An MRI was normal, except for subtle midline atrophy of the
cerebellar cortex (figure 1).
Methods. The patients eye movements were recorded binocularly while she was seated with her head in a chin rest facing a
tangent screen. Computer-controlled spots (size 0.5 degrees;
Cambridge Research Systems, England) were rear-projected onto
the screen to control the patients fixation behavior. Eye movements were monitored at 60 Hz with a spatial resolution of 1
degree using two infrared video eye-tracking cameras (SensoMotoric Instruments, Germany). Analog voltages representing the
position of each eye and the target spot were recorded digitally for
offline analysis (Power1401 and Spike2, Cambridge Electronics
Design, England). The gain and offset of each eye was calibrated
independently (while the fellow eye was covered) by asking the
patient to fixate a nine-point grid of known visual field locations.

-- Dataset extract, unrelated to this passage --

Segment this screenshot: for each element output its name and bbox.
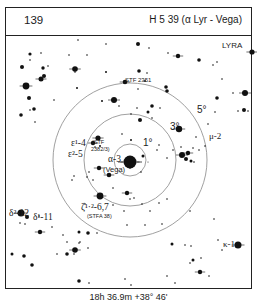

The first task involved smooth pursuit of a target moving sinusoidally in different directions at different speeds and amplitudes.
The second task involved making a saccade to a target appearing
intermittently in different locations. Eye movement traces were
smoothed with a Gaussian kernel and records of the patients
blinks were removed with a running median filter. Eye and target
velocities were computed offline using central point digital
differentiation.
Results.
Figure 2A demonstrates the change in the
magnitude of the patients horizontal misalignment with
respect to orbital location of the preferred left eye. She was
asked to fixate a target spot appearing randomly at 25
degrees left to 25 degrees right in 5-degree steps along the
horizontal meridian. Each data point represents the position of the fixating left eye plotted against the difference in
position between the two eyes (angle of esodeviation). During rightward gaze, the angle of esotropia was stable, out
to an eccentricity of 25 degrees. The mean value of the
right esodeviation was 8.5 degrees. On leftward gaze, the
eyes became progressively more crossed at eccentricities
greater than 10 degrees, indicating an incomitant ocular
misalignment. Her vertical deviation was comitant.
Figure 2B shows the effect of gaze position on nystagmus. At central fixation the eyes were relatively stable. At
30 degrees of eccentric gaze in any direction, a jerk nystagmus emerged beating in the direction of the eccentric gaze.
The velocity of the slow drifts during fixation at 30 degrees
to the left and to the right was approximately equal.
During smooth pursuit of sinusoidally oscillating target
spots (20 degrees, 0.1 to 1 Hz), the patient demonstrated
deficient gain, compensated for by catch-up saccades (fig-
ure 3A). Her deficiency in smooth pursuit gain was more
obvious on leftward pursuit. There were large rightward
nystagmic drifts that could be overcome only by making
numerous catch-up saccades to the left. Rightward pursuit
showed a higher gain with fewer catch-up saccades. However, it was also deficient compared with normal subjects.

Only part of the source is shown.